But Illumina is offering to upgrade its present customers to the HiSeq 2500 for the fairly low cost of $50,000, so there may be little incentive for them to invest in a new Ion Proton machine, especially because they already know that Illumina’s technology is highly accurate and because the sequencing business has already been hit by the present climate of fiscal austerity. Life Technologies also appears to have annoyed some of its present customers by announcing the debut of a new device barely a year after releasing the Personal Genome Machine: "Was it really a wise move to announce a PGM-killer so early into this [machine's] life?" asks Nick Loman at the blog Pathogens: Genes and Genomes.
Nonetheless, in the Ion Torrent platform, Life Technologies has finally found a way to give Illumina a run for its money in a way that no other company has to date, and the competition can only be a win for customers. With a slew of other sequencing technologies in various stages of development, these announcements kick off what should be another exciting year for new sequencing technologies.
This blog post is reproduced with permission from the magazine Nature. The post was first published on January 10, 2012.



See what we're tweeting about





3 Comments
Add CommentI haven't been able to figure this out anywhere. Are the chips species specific or can they be used on any DNA?
Reply | Report Abuse | Link to this"Doctor, I brought my genome printout in with me. Can you tell me how long I'll live and what I'll die of?"
Reply | Report Abuse | Link to this"Leave it on my desk and I'll call you."
These chips, like those of essentially of their competitors, are NOT species specific - they will sequence DNA from any organism. The only thing that is species-specific are the targeted DNA/exome products. Those are generally designed to work with a single species (human, in the case of exome).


## DESCRIPTION OF THE TASK
The reply should hold every line of the listing exactly, and none of its images.

## PROVIDED RECORDS
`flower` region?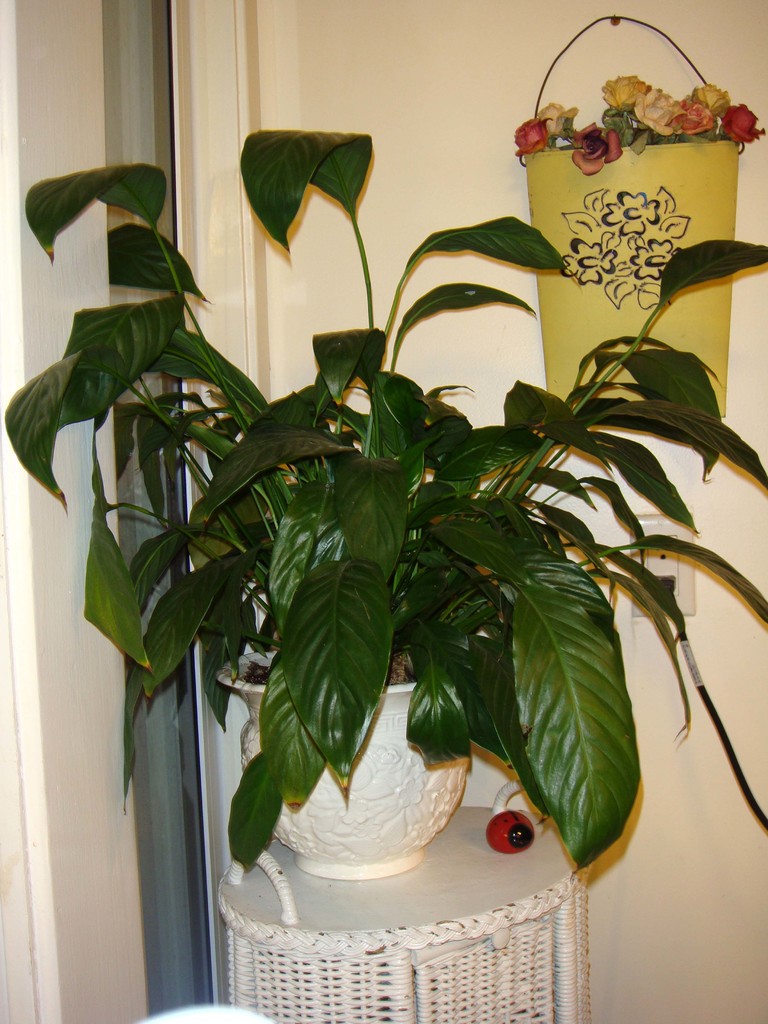
rect(511, 113, 553, 160)
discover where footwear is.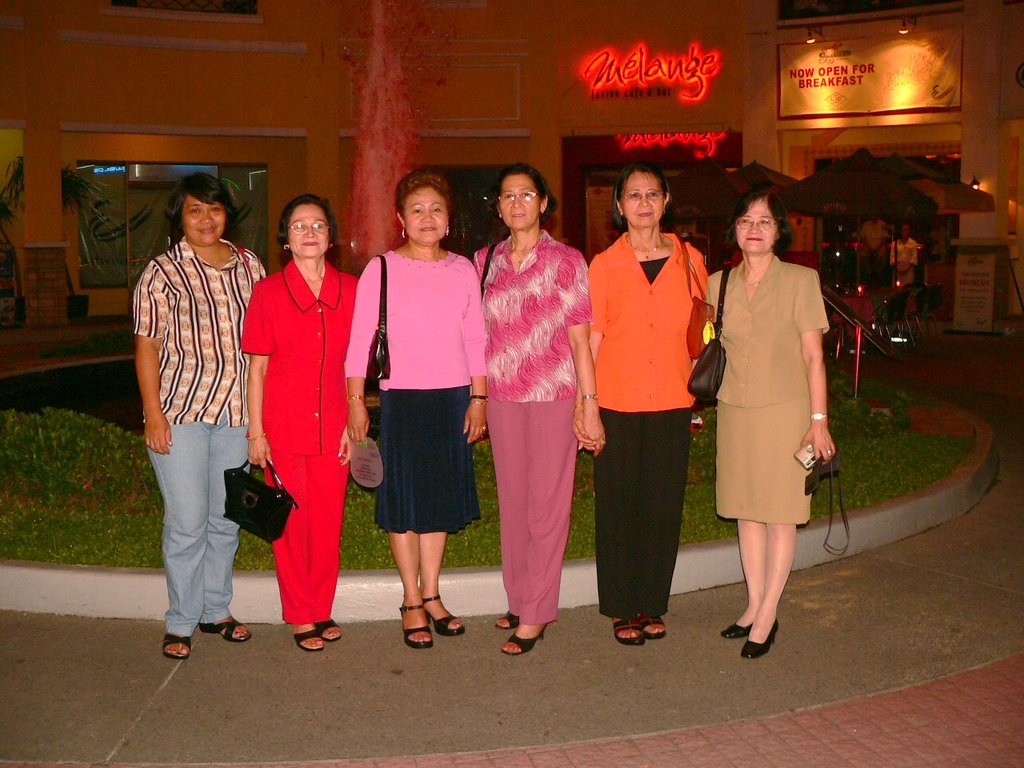
Discovered at [721, 618, 750, 640].
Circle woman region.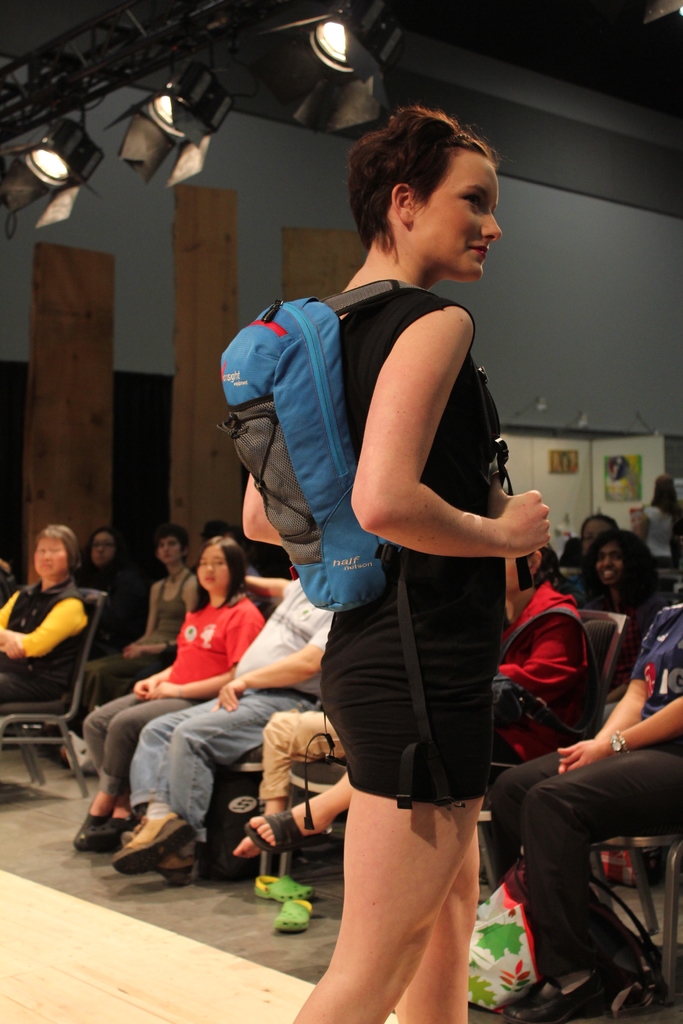
Region: region(0, 523, 99, 712).
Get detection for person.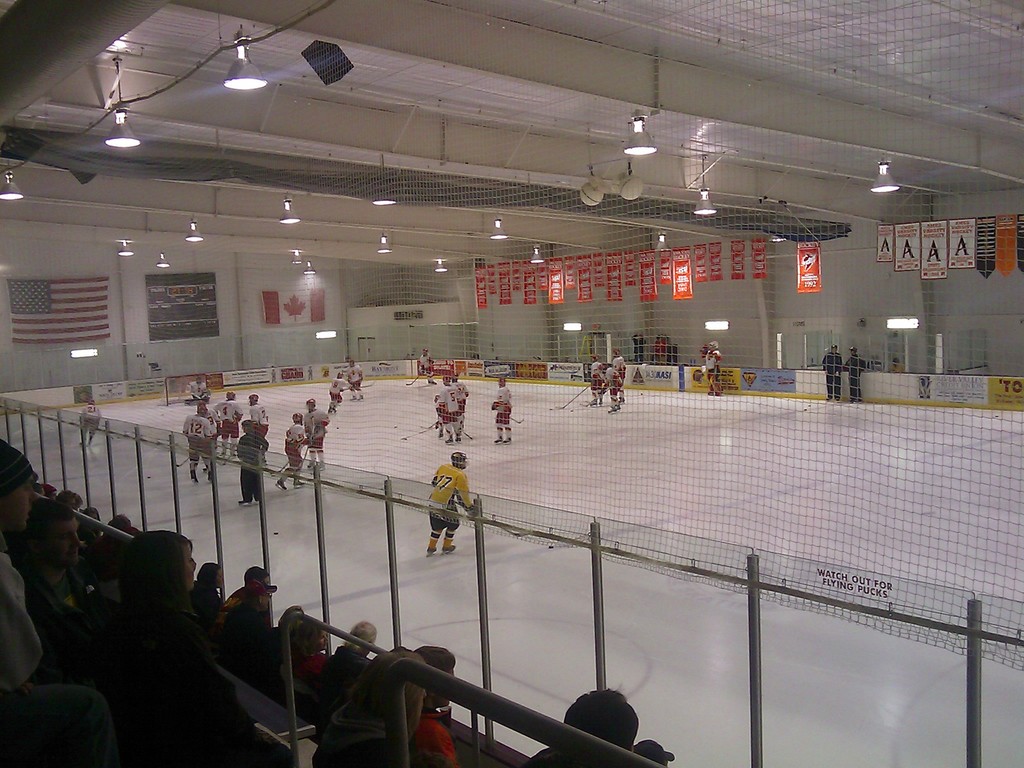
Detection: region(0, 440, 118, 767).
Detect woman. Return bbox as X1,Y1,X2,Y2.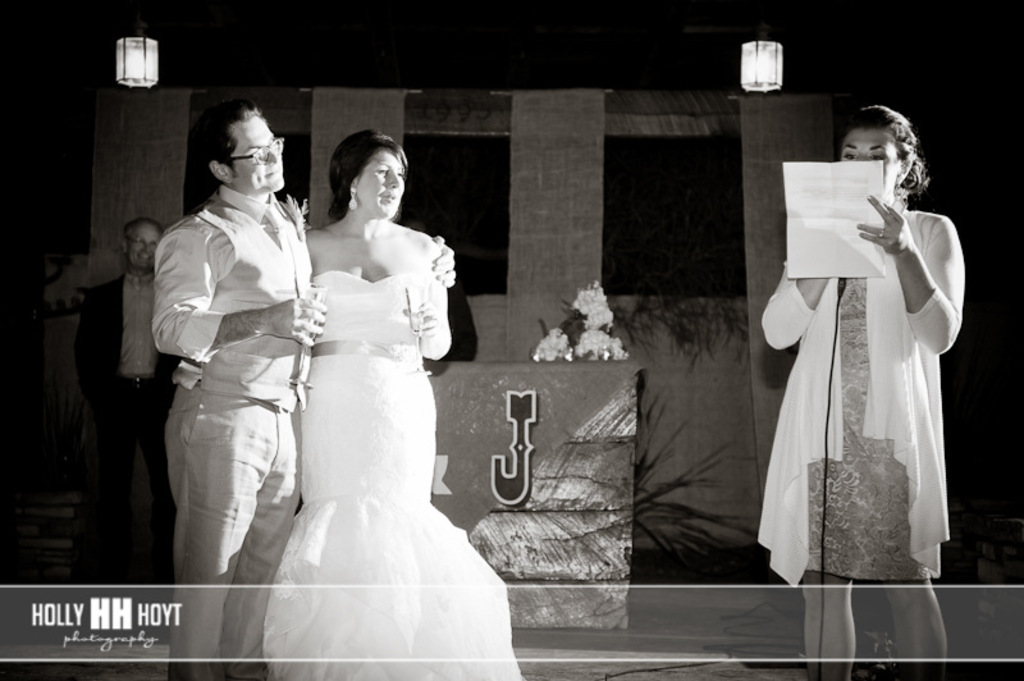
756,108,966,680.
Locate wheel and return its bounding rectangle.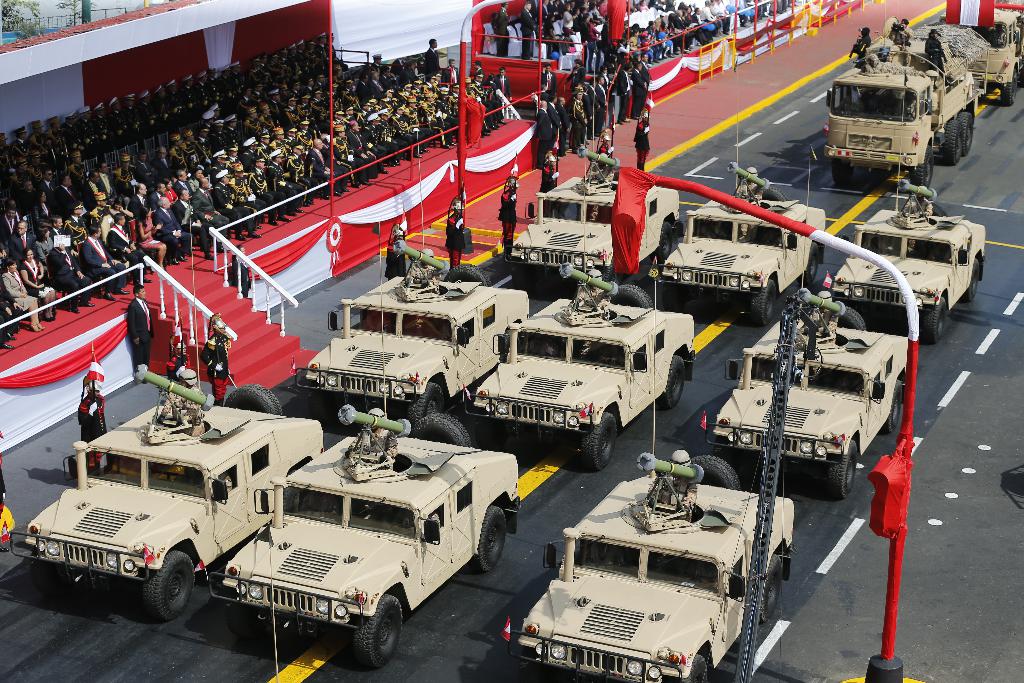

## ANSWER FOR THE TASK
`flower` region?
rect(511, 113, 553, 160)
discover where footwear is.
Discovered at [721, 618, 750, 640].
Circle woman region.
Region: region(0, 523, 99, 712).
Get detection for person.
Detection: region(0, 440, 118, 767).
Detect woman. Return bbox as X1,Y1,X2,Y2.
756,108,966,680.
Locate wheel and return its bounding rectangle.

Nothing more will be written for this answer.